Microsoft. While Group Policy Preferences, when they work, work wonders, when they do not work or the UI breaks them, I lose all confidence.
USE CASE: we recently deployed PaperCut across our multi-function printers (MFPs). [PaperCut, BTW, is an excellent product, especially for Healthcare and HIPAA compliant environments.] Globally I pushed the default, PaperCut virtual printer to all PCs. Users can print to the virtual and then then fetch their print jobs securely on any MFP across campus running the PaperCut embedded application.
However, we had certain user AND computer exceptions to the default printer; e.g. local USB printers or Terminal Services/RemoteApp servers. Loopback merging can get complex rather quickly (another good, quick refresher here). Group Policy Preferences Item-Level Targeting is a better solution. Read about it here from Microsoft directly.
In my default printer example, the intent is to exclude users and computers. To make it easy to manage, I created a Security Group name “PaperCut-NonDefault” that contained both users and computers I wanted to exclude. I then set “Targeting…” on the PaperCut preference.
In the Targeting Editor I created the following logic:
Now, up until this point, every seemed very straight-forward and yet the Targeting refused to work properly. If I added the users and computers directly into the Targeting Editor, I was able to get it working perfectly. The moment I used a Security Group, everything broke.
After sleeping on the problem, I finally came across this wonderful post. In short, do not use the “…” button to select your Security Group. Re-read that. In other words, do not use the DOMAIN\SECURITY_GROUP convention; just use the Security Group name only (as I have highlighted in the screenshot above). Based on the comments it appears that Microsoft has a hotfix which may solve the issue but I chose to fix it by dropping the “DOMAIN\”. Also note that I have two “Items” both calling the “PaperCut-NonDefault” Security Group. Targeting Security Group “Items” can only apply to either a computer or user; not both in one item. By having two items, I have one for users, one for computers.
With this subtle but critical change in place, the default printer Targeting works very effectively excluding certain users and computers. To make it even easier for our users, I added a second printer preference that ONLY applied to those in the “PaperCut-NonDefault” group which adds the PaperCut printer but does not set it as default. In other words, even users who do not want PaperCut as their default printer, they still get the PaperCut printer as an option.
Enjoy. When Targeting works, its effective and powerful. Here are 10 things Group Policy Preferences can do better than your current script!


Please return exactly the line that contains "Find the bounding" and every line after it, through the last line of the records below, with no pictures.

* * * * *

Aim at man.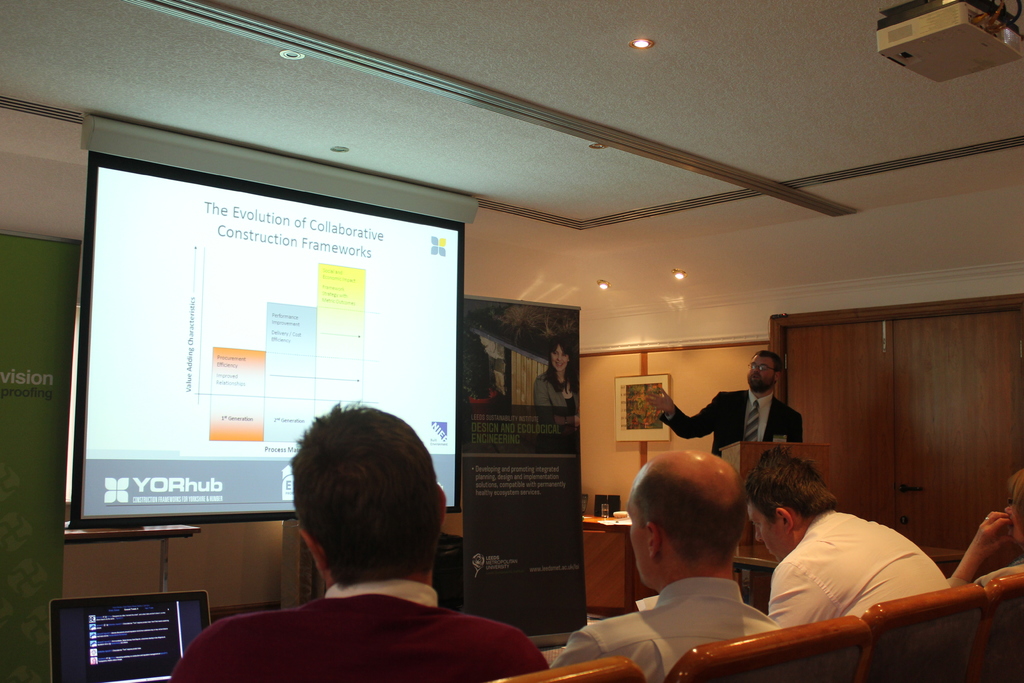
Aimed at Rect(645, 350, 803, 488).
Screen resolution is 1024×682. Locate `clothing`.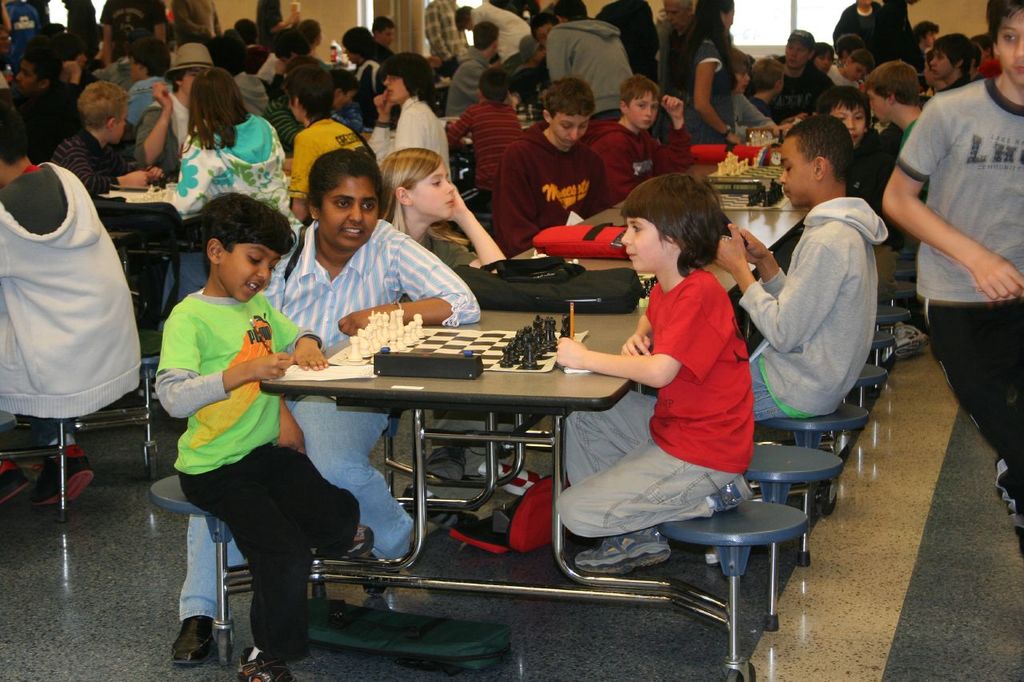
bbox(547, 13, 634, 123).
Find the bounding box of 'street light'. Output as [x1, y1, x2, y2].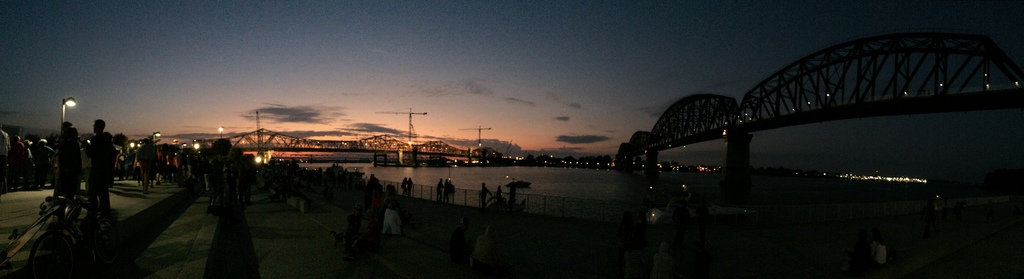
[219, 126, 226, 142].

* * * * *

*SOLVED PROBLEM*
Find the bounding box of 'street light'. Output as [x1, y1, x2, y2].
[219, 126, 226, 142].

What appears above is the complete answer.